I compile and run this two ways, one being as C++98, the next as C++11 (with -DCPP11 for the explicit move):

1> $ rm -f a.out ; g++ --std=c++98 test.cpp ; time ./a.out
2> $ rm -f a.out ; g++ --std=c++11 -DCPP11 test.cpp ; time ./a.out
3> $ rm -f a.out ; clang++ --std=c++98 test.cpp ; time ./a.out
4> $ rm -f a.out ; clang++ --std=c++11 -DCPP11 test.cpp ; time ./a.out

With the following results (twice for each compilation):

GCC C++98
1> real 0m9.626s
1> real 0m9.709s

GCC C++11
2> real 0m10.163s
2> real 0m10.130s

So, it's slightly slower to run when compiled as C++11 code. Similar results goes for clang:

clang C++98
3> real 0m8.906s
3> real 0m8.750s

clang C++11
4> real 0m8.858s
4> real 0m9.053s

Can someone tell me why this is? Are the compilers optimizing so good even when compiling for pre-C++11, that they practically reach move semantic behaviour after all? If I add -O2, all code runs faster, but the results between the different standards are almost the same as above.

EDIT: New results with my::string and rather than std::string, and larger individual strings:

$ rm -f a.out ; g++ --std=c++98 test.cpp ; time ./a.out
real    0m16.637s
$ rm -f a.out ; g++ --std=c++11 -DCPP11 test.cpp ; time ./a.out
real    0m17.169s
$ rm -f a.out ; clang++ --std=c++98 test.cpp ; time ./a.out
real    0m16.222s
$ rm -f a.out ; clang++ --std=c++11 -DCPP11 test.cpp ; time ./a.out
real    0m15.652s

There are very small differences between C++98 and C+11 with move semantics. Slightly slower with C++11 with GCC and slightly faster with clang, but still very small differencies.

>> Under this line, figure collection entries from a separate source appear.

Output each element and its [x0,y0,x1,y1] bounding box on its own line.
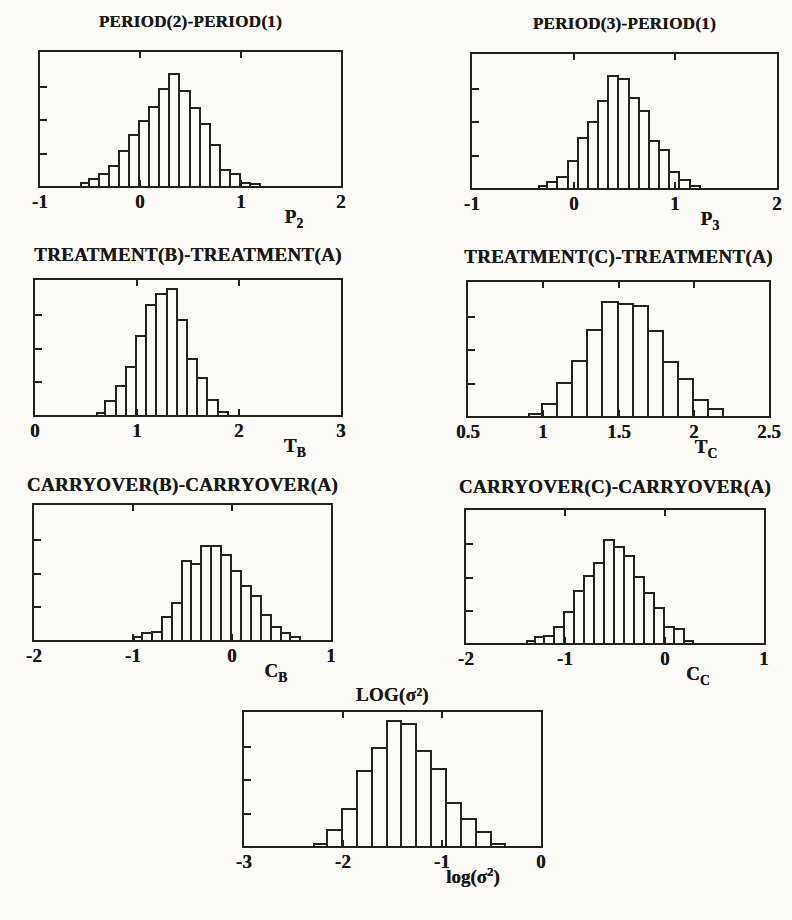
histogram-panel-period2-period1: PERIOD(2)-PERIOD(1)-1012P2 [38,50,343,188]
histogram-title: TREATMENT(B)-TREATMENT(A) [34,244,342,266]
y-axis-tick [40,153,47,155]
axis-label-text: C [265,660,279,681]
x-axis-tick [542,410,544,416]
x-axis-tick [618,282,620,288]
x-axis-tick [231,634,233,640]
y-axis-tick [35,314,42,316]
axis-label-text: log(σ [446,866,487,887]
histogram-title: PERIOD(3)-PERIOD(1) [533,14,716,34]
x-axis-variable-label: TC [695,436,718,458]
axis-label-subscript: 2 [296,216,303,231]
axis-label-text: C [686,663,700,684]
bars-layer [472,54,777,188]
histogram-panel-carryoverB-carryoverA: CARRYOVER(B)-CARRYOVER(A)-2-101CB [32,503,333,642]
y-axis-tick [466,543,473,545]
bars-layer [244,712,541,846]
y-axis-tick [472,121,479,123]
histogram-panel-carryoverC-carryoverA: CARRYOVER(C)-CARRYOVER(A)-2-101CC [464,508,766,645]
y-axis-tick [468,316,475,318]
x-axis-tick [132,634,134,640]
x-tick-label: 0 [30,420,40,442]
y-axis-tick [466,577,473,579]
x-axis-tick [240,52,242,58]
x-axis-variable-label: log(σ2) [446,866,500,888]
histogram-bar [490,843,506,846]
y-axis-tick [244,813,251,815]
axis-label-subscript: B [297,445,306,460]
x-tick-label: 0 [536,851,546,873]
x-tick-label: 0 [135,191,145,213]
x-axis-tick [231,505,233,511]
x-axis-tick [441,840,443,846]
x-tick-label: 1 [538,421,548,443]
x-axis-tick [674,54,676,60]
x-tick-label: 0 [569,193,579,215]
histogram-bar [707,408,724,416]
y-axis-tick [466,610,473,612]
x-axis-tick [618,410,620,416]
axis-label-subscript: 3 [712,218,719,233]
axis-label-subscript: C [707,446,717,461]
x-tick-label: 2.5 [757,421,781,443]
x-axis-tick [573,54,575,60]
bars-layer [40,52,341,186]
x-tick-label: 0 [227,645,237,667]
x-tick-label: -3 [236,851,252,873]
y-axis-tick [468,383,475,385]
histogram-bar [689,185,701,188]
histogram-panel-treatmentB-treatmentA: TREATMENT(B)-TREATMENT(A)0123TB [33,278,343,417]
axis-label-text: T [695,436,708,457]
histogram-panel-period3-period1: PERIOD(3)-PERIOD(1)-1012P3 [470,52,779,190]
x-axis-tick [693,282,695,288]
x-axis-tick [573,182,575,188]
histogram-bar [289,636,301,640]
bars-layer [35,280,341,415]
x-tick-label: -1 [464,193,480,215]
y-axis-tick [40,119,47,121]
x-tick-label: 1 [326,645,336,667]
figure-canvas: PERIOD(2)-PERIOD(1)-1012P2 PERIOD(3)-PER… [0,0,792,920]
histogram-title: CARRYOVER(C)-CARRYOVER(A) [459,476,771,498]
x-axis-tick [136,280,138,286]
axis-label-text: P [285,206,297,227]
axis-label-text: P [701,208,713,229]
x-axis-tick [132,505,134,511]
y-axis-tick [40,86,47,88]
x-tick-label: -1 [125,645,141,667]
axis-label-subscript: C [700,673,710,688]
x-axis-tick [139,52,141,58]
x-tick-label: -2 [458,648,474,670]
x-tick-label: 2 [336,191,346,213]
x-axis-tick [139,180,141,186]
x-tick-label: -2 [335,851,351,873]
x-axis-variable-label: P3 [701,208,719,230]
x-axis-tick [441,712,443,718]
histogram-bar [249,183,261,186]
x-tick-label: 0 [660,648,670,670]
x-tick-label: -1 [557,648,573,670]
axis-label-text: T [284,435,297,456]
x-axis-tick [693,410,695,416]
y-axis-tick [468,349,475,351]
x-axis-tick [664,510,666,516]
x-tick-label: -2 [26,645,42,667]
x-axis-tick [564,637,566,643]
y-axis-tick [244,746,251,748]
bars-layer [468,282,769,416]
x-axis-tick [240,180,242,186]
x-axis-tick [136,409,138,415]
y-axis-tick [472,155,479,157]
x-tick-label: 1 [132,420,142,442]
histogram-title: CARRYOVER(B)-CARRYOVER(A) [27,474,338,496]
x-axis-variable-label: TB [284,435,306,457]
histogram-title: PERIOD(2)-PERIOD(1) [99,12,282,32]
bars-layer [466,510,764,643]
histogram-title: TREATMENT(C)-TREATMENT(A) [464,246,773,268]
y-axis-tick [35,381,42,383]
x-tick-label: 3 [336,420,346,442]
x-axis-tick [564,510,566,516]
y-axis-tick [34,573,41,575]
x-tick-label: 0.5 [456,421,480,443]
y-axis-tick [244,779,251,781]
histogram-title: LOG(σ²) [356,684,429,706]
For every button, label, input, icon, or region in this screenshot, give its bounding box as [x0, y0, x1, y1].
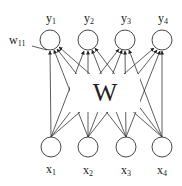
output-label-1: y1 — [46, 11, 56, 26]
input-node-1 — [41, 137, 61, 157]
input-layer — [41, 137, 172, 157]
input-label-2: x2 — [83, 163, 93, 178]
input-label-4: x4 — [157, 163, 167, 178]
input-node-4 — [152, 137, 172, 157]
output-node-1 — [40, 30, 60, 50]
input-node-2 — [78, 137, 98, 157]
input-node-3 — [116, 137, 136, 157]
output-label-4: y4 — [158, 11, 168, 26]
output-label-3: y3 — [121, 11, 131, 26]
weight-annotation-label: w11 — [9, 33, 25, 48]
output-node-3 — [115, 30, 135, 50]
output-node-4 — [152, 30, 172, 50]
output-label-2: y2 — [84, 11, 94, 26]
input-label-3: x3 — [121, 163, 131, 178]
input-label-1: x1 — [46, 162, 56, 177]
network-diagram: W y1 y2 y3 y4 w11 x1 x2 x3 x4 — [0, 0, 182, 186]
weight-matrix-label: W — [93, 78, 118, 107]
output-node-2 — [78, 30, 98, 50]
output-layer — [40, 30, 172, 50]
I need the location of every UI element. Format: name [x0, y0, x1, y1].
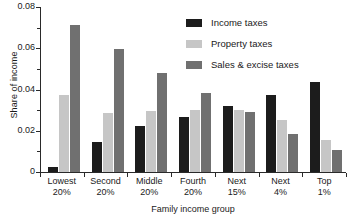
bar [234, 110, 244, 172]
y-tick-label: 0.04 [17, 85, 35, 94]
bar [277, 120, 287, 172]
legend-label: Sales & excise taxes [211, 59, 299, 70]
y-tick-major [36, 7, 41, 8]
x-axis-label: Family income group [40, 204, 346, 214]
bar [321, 140, 331, 172]
y-tick-minor [37, 151, 40, 152]
y-tick-label: 0.08 [17, 2, 35, 11]
bar [59, 95, 69, 172]
y-tick-major [36, 90, 41, 91]
legend: Income taxesProperty taxesSales & excise… [186, 12, 346, 75]
x-axis-line [40, 172, 346, 173]
legend-label: Property taxes [211, 38, 272, 49]
bar [288, 134, 298, 172]
legend-swatch [186, 61, 202, 69]
legend-item: Property taxes [186, 33, 346, 54]
bar [332, 150, 342, 172]
y-tick-minor [37, 69, 40, 70]
x-axis-tick-labels: Lowest20%Second20%Middle20%Fourth20%Next… [40, 176, 346, 204]
bar [114, 49, 124, 172]
bar [157, 73, 167, 172]
y-tick-minor [37, 110, 40, 111]
bar [310, 82, 320, 172]
bar [146, 111, 156, 172]
bar [190, 110, 200, 172]
bar-group [48, 7, 80, 172]
legend-swatch [186, 19, 202, 27]
y-tick-minor [37, 28, 40, 29]
bar [201, 93, 211, 172]
bar [266, 95, 276, 172]
y-tick-label: 0 [30, 167, 35, 176]
x-tick-label-line: Top [296, 176, 351, 187]
bar [135, 126, 145, 172]
y-tick-label: 0.06 [17, 43, 35, 52]
y-tick-label: 0.02 [17, 126, 35, 135]
bar [70, 25, 80, 172]
y-axis-tick-labels: 00.020.040.060.08 [0, 7, 35, 173]
bar-chart: Share of income 00.020.040.060.08 Lowest… [0, 0, 351, 222]
bar-group [92, 7, 124, 172]
bar [223, 106, 233, 172]
bar [92, 142, 102, 172]
bar [179, 117, 189, 172]
x-tick-label: Top1% [296, 176, 351, 197]
bar-group [135, 7, 167, 172]
y-tick-major [36, 48, 41, 49]
legend-item: Income taxes [186, 12, 346, 33]
bar [245, 112, 255, 172]
y-tick-major [36, 131, 41, 132]
legend-label: Income taxes [211, 17, 268, 28]
legend-item: Sales & excise taxes [186, 54, 346, 75]
x-tick-label-line: 1% [296, 187, 351, 198]
legend-swatch [186, 40, 202, 48]
bar [48, 167, 58, 172]
bar [103, 113, 113, 172]
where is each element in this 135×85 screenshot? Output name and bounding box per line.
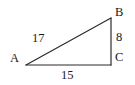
vertex-label-a: A: [10, 52, 19, 65]
side-length-label-vertical-leg: 8: [116, 31, 122, 44]
triangle-diagram-canvas: A B C 17 8 15: [0, 0, 135, 85]
side-length-label-horizontal-leg: 15: [61, 69, 74, 82]
vertex-label-c: C: [115, 51, 123, 64]
side-length-label-hypotenuse: 17: [32, 32, 45, 45]
vertex-label-b: B: [115, 6, 123, 19]
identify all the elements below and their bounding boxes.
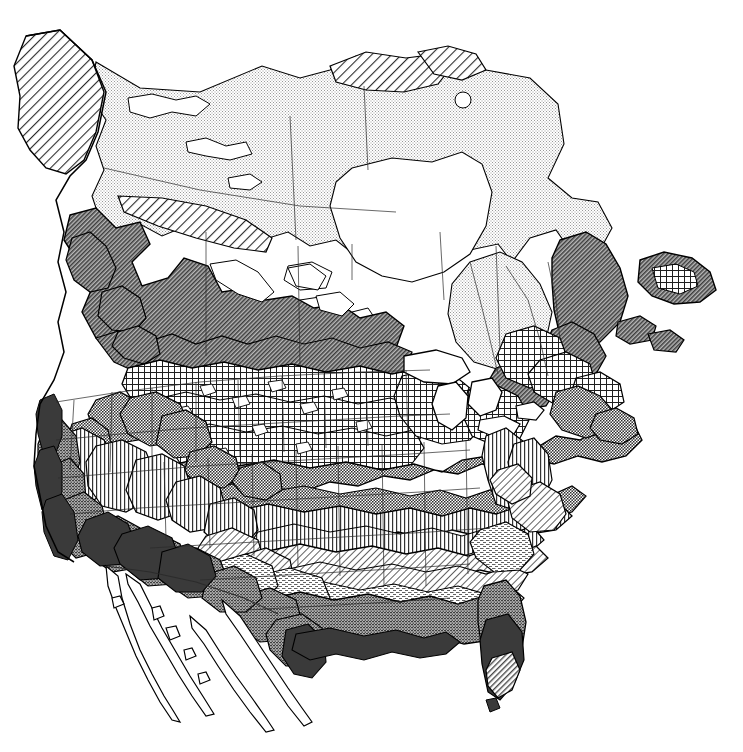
north-america-hardiness-map xyxy=(0,0,743,752)
map-figure: Plant Hardiness Zone Map of North Americ… xyxy=(0,0,743,752)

EDIT2: Now without std::string's COW, the performance improvement is huge:

$ rm -f a.out ; g++ --std=c++98 test.cpp ; time ./a.out
real    0m10.313s
$ rm -f a.out ; g++ --std=c++11 -DCPP11 test.cpp ; time ./a.out
real    0m5.267s
$ rm -f a.out ; clang++ --std=c++98 test.cpp ; time ./a.out
real    0m10.218s
$ rm -f a.out ; clang++ --std=c++11 -DCPP11 test.cpp ; time ./a.out
real    0m3.376s

With optimization, the difference is a lot bigger too:

$ rm -f a.out ; g++ -O2 --std=c++98 test.cpp ; time ./a.out
real    0m5.243s
$ rm -f a.out ; g++ -O2 --std=c++11 -DCPP11 test.cpp ; time ./a.out
real    0m0.803s
$ rm -f a.out ; clang++ -O2 --std=c++98 test.cpp ; time ./a.out
real    0m5.248s
$ rm -f a.out ; clang++ -O2 --std=c++11 -DCPP11 test.cpp ; time ./a.out
real    0m0.785s

Above showing a factor of ~6-7 times faster with C++11.

Thanks for the great comments and answers. I hope this post will be useful and interesting to others too.

解决方案

This should definitely be faster when you don't need to copy temporary objects each time two elements are swapped.

std::string has a swap member, so sort will already use that, and it's internal implementation will already be move semantics, effectively. And you won't see a difference between copy and move for std::string as long as SSO is involved. In addition, some versions of GCC still have a non-C++11-permitted COW-based implementation, which also would not see much difference between copy and move.